A sharp, generous comedic force who built a world of smart, character-driven humor from Saturday Night Live to Parks and Recreation.
Amy Poehler’s comedy has always been rooted in a specific, infectious joy. She cut her teeth in the Chicago improv scene before landing at Saturday Night Live, where her seven-year run was defined by characters like the hyper-competitive Kaitlin and her spot-on impersonation of a young Hillary Clinton. But her true legacy was forged off-screen as a leader, co-founding the Upright Citizens Brigade Theatre, which became a vital pipeline for comedic talent. Her starring role as the relentlessly optimistic Leslie Knope on Parks and Recreation didn't just make her a star; it created a cultural touchstone about female ambition and friendship. Beyond acting, she co-hosted the Golden Globes with Tina Fey in a series of blisteringly funny monologues, authored a bestselling memoir, and through her production company, continues to champion female-driven stories, proving her impact extends far beyond any single punchline.
1965–1980
The latchkey kids. Raised during divorce, recession, and the end of the Cold War. Skeptical, self-reliant, media-literate. They invented indie culture, grunge, and the early internet — then watched the Boomers take credit.

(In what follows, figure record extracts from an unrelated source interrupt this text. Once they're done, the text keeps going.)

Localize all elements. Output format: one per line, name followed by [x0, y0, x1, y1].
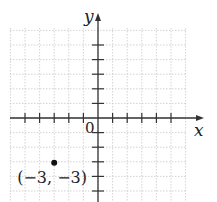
data-points: (−3, −3) — [17, 160, 87, 187]
y-axis-arrow-icon — [95, 13, 101, 21]
data-point — [51, 160, 57, 166]
y-axis-label: y — [83, 6, 94, 26]
coordinate-plane: x y 0 (−3, −3) — [0, 0, 217, 202]
x-axis-label: x — [194, 120, 204, 140]
origin-label: 0 — [85, 119, 95, 137]
point-label: (−3, −3) — [17, 168, 87, 187]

Amy was born in 1971, placing them squarely in the Generation X. The events that shaped this generation — economic uncertainty, the end of the Cold War, and the rise of personal computing — shaped the world they entered and the choices available to them.
The biggest hits of 1971
#1 Movie
Fiddler on the Roof
Best Picture
The French Connection
#1 TV Show
Marcus Welby, M.D.
The world at every milestone
Voting age lowered to 18 in the US
Apple Computer founded; US bicentennial
Apple Macintosh introduced
Black Monday stock market crash
Berlin Wall falls; Tiananmen Square protests
LA riots after Rodney King verdict
September 11 attacks transform the world
Osama bin Laden killed; Arab Spring sweeps the Middle East
January 6 Capitol breach; COVID vaccines roll out globally
She and Tina Fey are close friends who met in Chicago in the early 1990s.
She served as a writer and performer on the Harvard Lampoon's radio show during college.
She voiced Joy, the lead emotion, in Pixar's Academy Award-winning film Inside Out.
Her production company, Paper Kite, produced the Netflix series Russian Doll.
“Great people do things before they're ready.”